Saturday afternoon at NZF's Convention was set aside for a presentation on New Zealand First Tertiary Education Policy by spokesperson Tracey Martin. I wasn't entirely sure what to expect, but wondered privately whether it had something to do with the promised costings on free tertiary education which Tracey was widely rumoured to be pursuing.
Now to be clear, NZ First advocacy for abolishing ruinous barriers to tertiary education access in the form of spiraling fees and loan-debts for living-costs is not exactly new. I pushed for both this, a Universal Student Allowance, and debt write-off schemes for those working here in New Zealand in the 2011 Tertiary Education Policy which I prepared for that year's New Zealand First Manifesto.
But what makes Tracey's announcement on Saturday an absolute sea-change for us is something else. This is a fully-costed, comprehensively researched, and well fitted together wraparound policy set.

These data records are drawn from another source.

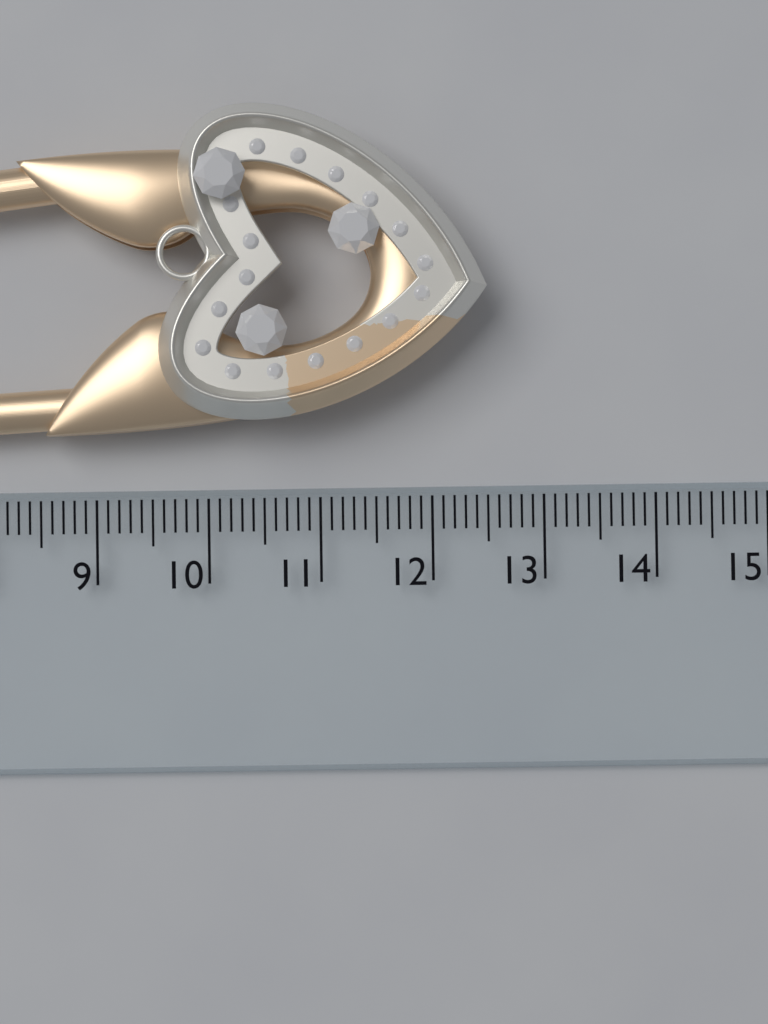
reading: 12.5 cm
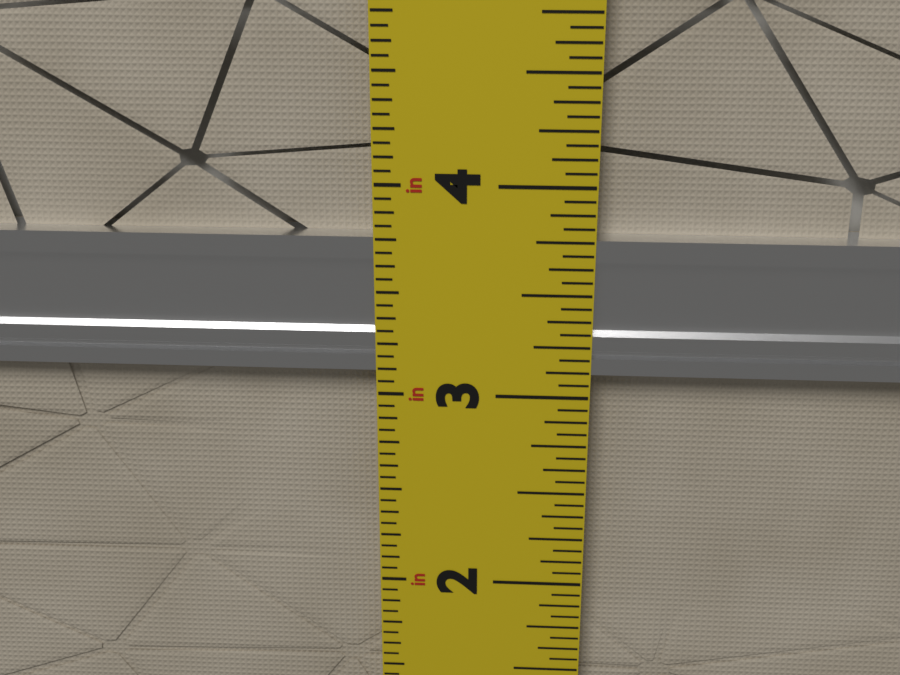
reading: 3.7500 in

Whereas previously, we sort of coasted through by pointing to - of all things - United Future-sourced costings for some of our tertiary policy (among other stopgap countermeasures); this time all the hard work to make sure the policy-set's viable has been prepared endogenously, and in such a way that it's not hard to look through the detail and see how the whole thing works.

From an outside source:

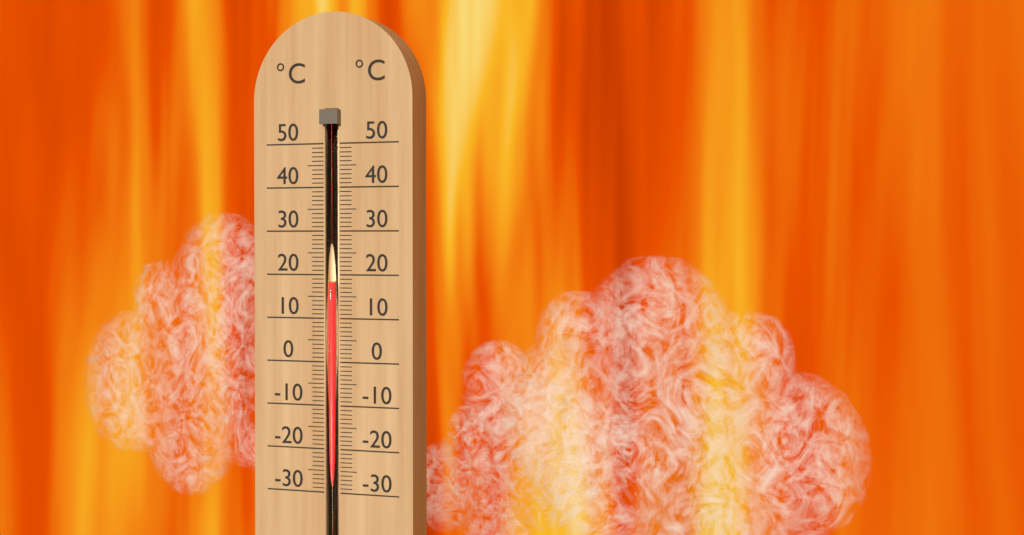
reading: 18 °C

But perhaps more importantly, the document with which we were presented on Saturday did something else: it directly compared and contrasted the dollar-figures to pay for what New Zealand First is proposing, against the present-day costs of the way we do student loans and allowances and all the rest of it (i.e. the machinery of tertiary education accessibility which we want to re-tread and replace) alongside it.
The exact figures, if you're interested, are $4.183 billion for the way things are now (equivalent to 1.67% of GDP); versus $4.638 billion for what New Zealand First is proposing for the future (equivalent to 1.86% of GDP).
As even somebody who failed 5th form maths twice like myself can see ... that's a comparative increase in cost of around $455 million (0.19% of GDP) - or, phrased in terms of National Party policy-priorities, a figure which is
less than half of the $1.1 billion dollars per year that Bill English's "fiscally neutral" tax-cuts-and-GST-increase cost the government every single year; and one which is
not too much larger than the $360 million per year which we used to receive from those assets which National flogged off earlier in the decade. It's
approximately 17.5 pointless flag referendums (and
three million dollars CHEAPER than the $458 million National was prepared to spend on changing our passports if 'their' flag won); or, using a more recent topical issue,
about 2.5 times what it costs every year to enforce continued marijuana prohibition.
What I'm basically trying to say is: even though four hundred and fifty million sounds like a fair bit of cash (which it is) ... in the context of government programs, it's really not that huge a figure. Our existing neoliberal overlords have already demonstrated they're quite content just flat-out WASTING similar (if not inordinately larger) amounts of money - and with seriously questionable returns.
The key difference between spending several hundred million on funding a dramatically improved support for the accessibility of tertiary education in this country (and helping to keep recently-upskilled graduates both living and working here in the nation which paid for it) is that at the end of this process we actually *get* something for it other than an enduring hole in the books.
This is why I got quite annoyed on Tracey's behalf with some of the media framing around her proposal.
Airing comments by Steven Joyce suggesting that the extra cost of our scheme would run into the "billions of dollars" without pointing out that the true increased cost of the scheme is a mere few hundred million dollars over the extant (and wasteful) status quo, as Jo Moir has done over at Stuff, is just plain irresponsible journalism.
Tracey has done some serious and sustained Good Work both for our Party and for the tertiary education sector generally by putting all this together. It is presumably a sign of the policy-set's strength and utility that opponents such as the Tertiary Education Minister feel they have to engage in counter-factual distortion in order to try and rubbish it.
I look forward to the thinking outlined in Tracey's latest policy push (including the concept of 'skill-debt' replacing 'financial debt'; and viewing education as an investment rather than a mere expense) permeating out further into conversations around and about the sector.
Because what we're doing right now clearly isn't working. Instead, we drive our young people overseas with ruinous debt, and then arrest them at the border for returning. We refuse to pay many less well off students who aren't being supported by their parents any minimum stipend to live on (while instead handing a modicum of money to those on the dole) - and then act surprised and tut-tut when it turns out they're borrowing to live.
If we're serious about building a smart, technologically and societally sophisticated economy going forward, then we need to be doing something different.
The policy-set outlined by Tracey Martin over the weekend represents exactly the kind of starting shot-in-the-arm which our education sector - and our young people - need in order to begin making this a reality.